The hospital also is not able to transfer patients to Dartmouth Hitchcock Medical Center in Lebanon as often as in the past, as the larger facility also deals with an overcrowding situation, Sethi noted in his column. Dartmouth Health CEO Dr. Joanne Conroy put out a similar warning to patients on YouTube in early February.

According to the federal data from 2022-23, Dartmouth Hitchcock had a median emergency department wait time of about four hours and 25 minutes, the second-highest in the state behind Manchester’s Elliot Hospital at roughly four hours and 40 minutes.

To make room for more local patients, Cheshire Medical has resorted to putting people in the hallways or other non-private spaces, though providers try to avoid that as much as possible, according to Sethi.

“You’re vulnerable when you’re injured or hurt, and it’s a little bit difficult with a lot of chaos around, so I feel the patients are the ones that bear the brunt,” he said.

Monadnock Community Hospital’s wait times are much shorter, with patients typically seen in less than an hour, according to Donna Infante, the Peterborough hospital’s emergency department unit director.

She said this is a “little bit” higher than usual, but also understands that any amount of wait time can be frustrating.

“If you were waiting for that hour, I’m sure it would feel like 10 hours,” Infante said.

Monadnock Community Hospital is also seeing more patients turn up in its emergency department, according to Infante. The hospital budgets for 30 patients per day, she explained, but has seen up to 50 patients in the last year.

This creates a challenge because, like at Cheshire Medical, she said there simply aren’t enough beds for them all. Monadnock Community Hospital’s emergency department has 10 rooms, and patients can be doubled up in two of them.
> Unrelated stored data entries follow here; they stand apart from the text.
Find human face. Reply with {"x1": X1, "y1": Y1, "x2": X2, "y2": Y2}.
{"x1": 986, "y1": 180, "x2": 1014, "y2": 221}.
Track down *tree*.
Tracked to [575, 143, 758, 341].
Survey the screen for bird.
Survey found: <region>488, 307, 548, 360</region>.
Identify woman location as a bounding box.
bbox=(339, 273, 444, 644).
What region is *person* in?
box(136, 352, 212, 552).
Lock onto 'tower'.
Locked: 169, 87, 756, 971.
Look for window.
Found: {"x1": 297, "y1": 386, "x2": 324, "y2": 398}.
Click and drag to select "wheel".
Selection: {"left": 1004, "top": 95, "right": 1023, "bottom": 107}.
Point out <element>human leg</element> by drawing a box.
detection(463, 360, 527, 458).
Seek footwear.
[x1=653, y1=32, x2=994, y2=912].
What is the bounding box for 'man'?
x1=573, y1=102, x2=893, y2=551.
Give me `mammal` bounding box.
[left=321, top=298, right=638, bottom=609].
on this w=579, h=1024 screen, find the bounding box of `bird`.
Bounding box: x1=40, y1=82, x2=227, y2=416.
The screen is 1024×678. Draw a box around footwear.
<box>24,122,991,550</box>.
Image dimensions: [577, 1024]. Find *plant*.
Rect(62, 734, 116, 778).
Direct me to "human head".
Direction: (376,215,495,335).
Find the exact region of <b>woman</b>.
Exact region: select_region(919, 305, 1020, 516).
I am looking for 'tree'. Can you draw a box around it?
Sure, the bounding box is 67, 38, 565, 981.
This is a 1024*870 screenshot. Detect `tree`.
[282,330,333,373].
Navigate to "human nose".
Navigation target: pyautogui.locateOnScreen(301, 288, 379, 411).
Even so, Infante said, “we do put people in the hallway” as needed.

Both hospitals also cited the national nursing shortage as a part of the issue.

“When I graduated in ’82, I was told there was a nursing shortage. Well, over the past 40 years, really nothing has been done about that,” Infante said. “We’re still in the same state, maybe worse, and then you have the generation that is retiring, and people aren’t going into health care.”

Despite these challenges, Infante and Sethi said the hospitals are working to provide the best care possible. To help do that, they urged those without a primary care provider to get one, as preventative care will help people avoid the emergency department altogether.

And while the hospitals work to alleviate the situation, they are asking for patients to have, well, patience.

“We thank you for your trust, understanding and collaboration,” Sethi said in his column in The Sentinel, “as we work together to heal what’s broken in public healthcare.”